The center cell (1,1) is never visited because the robot only turns when blocked.
Cleaned cells:
8
Complexity Analysis
| Measure | Complexity | Explanation |
|---|---|---|
| Time | O(m × n) | Each state is processed at most once |
| Space | O(m × n) | Stores visited states and cleaned cells |
There are at most 4 * m * n possible robot states because each cell can be visited facing four different directions.
The simulation terminates immediately after a repeated state is encountered, so every state is processed at most once.
The cleaned set and visited state set both scale linearly with the number of cells.
Test Cases
from typing import List
class Solution:
def numberOfCleanRooms(self, room: List[List[int]]) -> int:
rows = len(room)
cols = len(room[0])
directions = [(0, 1), (1, 0), (0, -1), (-1, 0)]
row = 0
col = 0
direction = 0
visited_states = set()
cleaned = set()
while (row, col, direction) not in visited_states:
visited_states.add((row, col, direction))
cleaned.add((row, col))
dr, dc = directions[direction]
next_row = row + dr
next_col = col + dc
if (
next_row < 0
or next_row >= rows
or next_col < 0
or next_col >= cols
or room[next_row][next_col] == 1
):
direction = (direction + 1) % 4
else:
row = next_row
col = next_col
return len(cleaned)
sol = Solution()
assert sol.numberOfCleanRooms([[0,0,0],[1,1,0],[0,0,0]]) == 7
# example 1
assert sol.numberOfCleanRooms([[0,1,0],[1,0,0],[0,0,0]]) == 1
# example 2
assert sol.numberOfCleanRooms([[0,0,0],[0,0,0],[0,0,0]]) == 8
# example 3
assert sol.numberOfCleanRooms([[0]]) == 1
# single cell room
assert sol.numberOfCleanRooms([[0,0,0,0]]) == 4
# single row
assert sol.numberOfCleanRooms([[0],[0],[0],[0]]) == 4
# single column
assert sol.numberOfCleanRooms([[0,1],[1,0]]) == 1
# trapped immediately
assert sol.numberOfCleanRooms([[0,0],[0,0]]) == 4
# small open square
assert sol.numberOfCleanRooms([[0,1,0],[0,1,0],[0,0,0]]) == 5
# obstacle corridor
assert sol.numberOfCleanRooms([[0,0,1],[1,0,1],[0,0,0]]) >= 1
# irregular obstacle pattern
Test Summary
| Test | Why |
|---|---|
| Example 1 | Standard turning behavior |
| Example 2 | Immediate trapped cycle |
| Example 3 | Open grid perimeter traversal |
| Single cell | Smallest possible input |
| Single row | Horizontal boundary handling |
| Single column | Vertical boundary handling |
| Trapped immediately | Repeated state detection |
| Small open square | Full traversal of small grid |
| Obstacle corridor | Turning around obstacles |
| Irregular obstacles | General robustness |
Edge Cases
Single Cell Room
A 1 x 1 room is the smallest possible input. The robot starts at (0,0) and cannot move in any direction because every move hits a boundary.

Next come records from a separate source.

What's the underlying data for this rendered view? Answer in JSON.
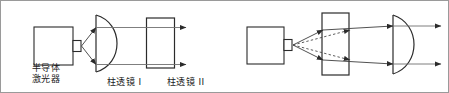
{
  "figure": {
    "type": "optical-ray-diagram",
    "panels": 2,
    "stroke_color": "#1a1a1a",
    "ray_color": "#5a5a5a",
    "border_color": "#9a9a9a",
    "background": "#ffffff"
  },
  "left_panel": {
    "labels": {
      "source_line1": "半导体",
      "source_line2": "激光器",
      "lens1": "柱透镜 I",
      "lens2": "柱透镜 II"
    },
    "components": [
      {
        "name": "semiconductor-laser",
        "shape": "rectangle-with-emitter-nub"
      },
      {
        "name": "cylindrical-lens-1",
        "shape": "plano-convex"
      },
      {
        "name": "cylindrical-lens-2",
        "shape": "rectangle"
      }
    ],
    "rays": {
      "diverging_count": 2,
      "collimated_count": 2,
      "dashed_count": 0
    }
  },
  "right_panel": {
    "labels": {},
    "components": [
      {
        "name": "semiconductor-laser",
        "shape": "rectangle-with-emitter-nub"
      },
      {
        "name": "cylindrical-lens-rect",
        "shape": "rectangle"
      },
      {
        "name": "cylindrical-lens-convex",
        "shape": "plano-convex"
      }
    ],
    "rays": {
      "diverging_count": 2,
      "converging_count": 2,
      "collimated_count": 2,
      "dashed_count": 2
    }
  }
}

A buggy implementation might accidentally loop forever without detecting repeated directional states. Our implementation correctly stores (row, col, direction) states, so after cycling through all four directions, the repeated state is detected.
Revisiting the Same Cell with Different Directions
A very common mistake is tracking only visited positions instead of full states.
For example, the robot may revisit (2,3) while facing a different direction. The future movement from that configuration may be completely different.
Our implementation avoids this bug by storing:
(row, col, direction)
instead of just (row, col).
Completely Open Grid
In an empty grid, the robot does not necessarily visit every cell.
For example, in a 3 x 3 empty room, the robot only traverses the perimeter and never enters the center.
A naive assumption that every empty cell gets cleaned would be incorrect. Our simulation follows the exact movement rules, so only genuinely visited cells are counted.